The excellent website Space.com has an article today about what’s going to happen next following SpaceShipOne’s victory in the race for the X-Prize. If you’re at all interested in manned civilian spaceflight, give it a look — it’s pretty exciting stuff.
First of all, the X-Prize Foundation has announced plans to begin an annual event called the X Prize Cup, starting in ’06. This event is intended to be “a cross between Champ Grand Prix racing, the America’s Cup, and the Olympics,” and will enable “X Prize-class spaceships from around the globe [to] compete for cash prizes and awards in several categories, such as fastest turnaround, maximum altitude reached, total number of passengers flown over the 10 day event, and even the ‘coolest looking ship.'” This development should gratify the other teams that were preparing vehicles and concepts to try for the first X Prize and who never got the chance to fly. Back in the 1930s, airshows were all the rage; perhaps in a decade or so, there will be a new fad of “space shows.”
In addition to the X Cup, the cited article also provides some detail about the plans of SpaceShipOne’s designer, Burt Rutan, and Richard Branson, the gazillionaire who contracted with Rutan last week, to build vehicles for space tourism. Branson’s new space tourism company, Virgin Galactic, hopes to launch its inaugural flight (with Branson and Rutan aboard) three years from today. Get this: the first VG spacecraft is to be called the Enterprise. My old Trekkie’s heart warmed to read that.
There are some naysayers out there who’ve blasted Rutan and Branson as dreamers, saying that SS1 was a one-time stunt and that space tourism will never happen. Maybe. I’ll admit that there are a million potential pitfalls to these schemes, not least of which is Branson’s somewhat mercurial record with high-profile adventures (he tried, unsuccessfully, to circle the world in a balloon several times before someone finally beat him) and forward-looking business ventures that don’t amount to much (I believe his Virgin Group has just dumped an unprofitable Internet division). There are also the questions of safety and money. Like I said, a million things.
But I do believe that human beings are made for bigger things than seeing who can build the biggest house, buy the flashiest car, or have the largest music collection. We need something more than materialism and consumerism. Some people find that “something” in their religion. Personally, I find it in the hope that our species will continue trying to expand our boundaries, to see what’s over the next horizon. Sooner or later, we will leave this rock we live on. We may as well try to do it sooner. I’ve said before that I need something to look forward to in these dark times of terrorism, recession, and general cultural malaise. This is what I choose to look forward to, a future in space.
Read the article and see if you don’t agree that this is exciting stuff…
UPDATE: Space.com also has a fascinating article about America’s Space Prize, Robert Bigelow’s offer of $50 million to the first group that puts a privately funded spacecraft into orbit. (SpaceShipOne is a suborbital vehicle that only goes some 60-odd miles high. To win the Space Prize, you’ll have to go at least another 40 miles up. For reference sake, the International Space Station is 250 miles up.)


= Work request =
From the records below, copy each line in which the string "pixels" occurs.

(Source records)
☆ ☆ ☆
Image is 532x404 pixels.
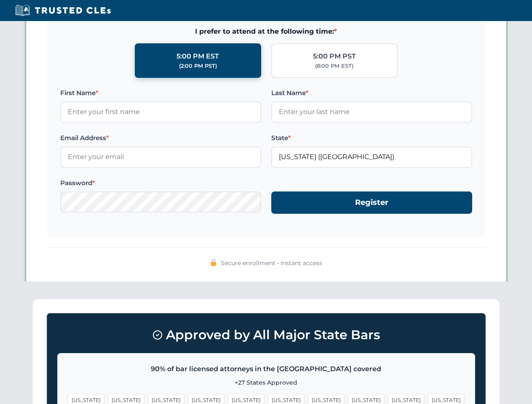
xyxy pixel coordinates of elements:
[313,51,356,62] div: 5:00 PM PST
[271,88,472,98] label: Last Name
[57,324,475,347] h3: Approved by All Major State Bars
[271,102,472,122] input: Enter your last name
[221,258,322,268] span: Secure enrollment • Instant access
[68,378,465,387] p: +27 States Approved
[12,4,113,17] img: Trusted CLEs
[176,51,219,62] div: 5:00 PM EST
[60,147,261,167] input: Enter your email
[60,133,261,143] label: Email Address
[60,26,472,37] span: I prefer to attend at the following time:
[60,178,261,188] label: Password
[60,102,261,122] input: Enter your first name
[210,259,217,266] img: 🔒
[271,133,472,143] label: State
[271,192,472,214] button: Register
[271,147,472,167] input: Florida (FL)
[179,62,217,70] div: (2:00 PM PST)
[68,364,465,374] p: 90% of bar licensed attorneys in the [GEOGRAPHIC_DATA] covered
[315,62,353,70] div: (8:00 PM EST)
[60,88,261,98] label: First Name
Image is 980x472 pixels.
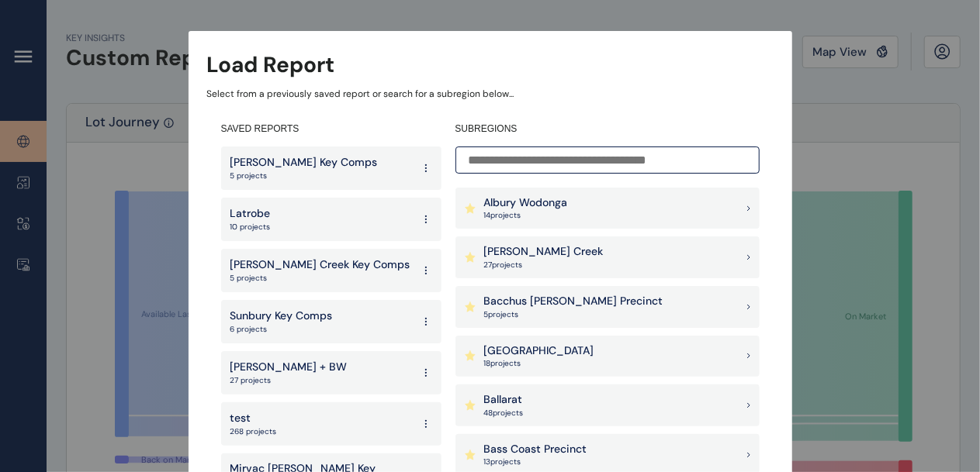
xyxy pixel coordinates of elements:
☆ ☆ ☆
= Reply =
Image is 532x404 pixels.
Image is 980x472 pixels.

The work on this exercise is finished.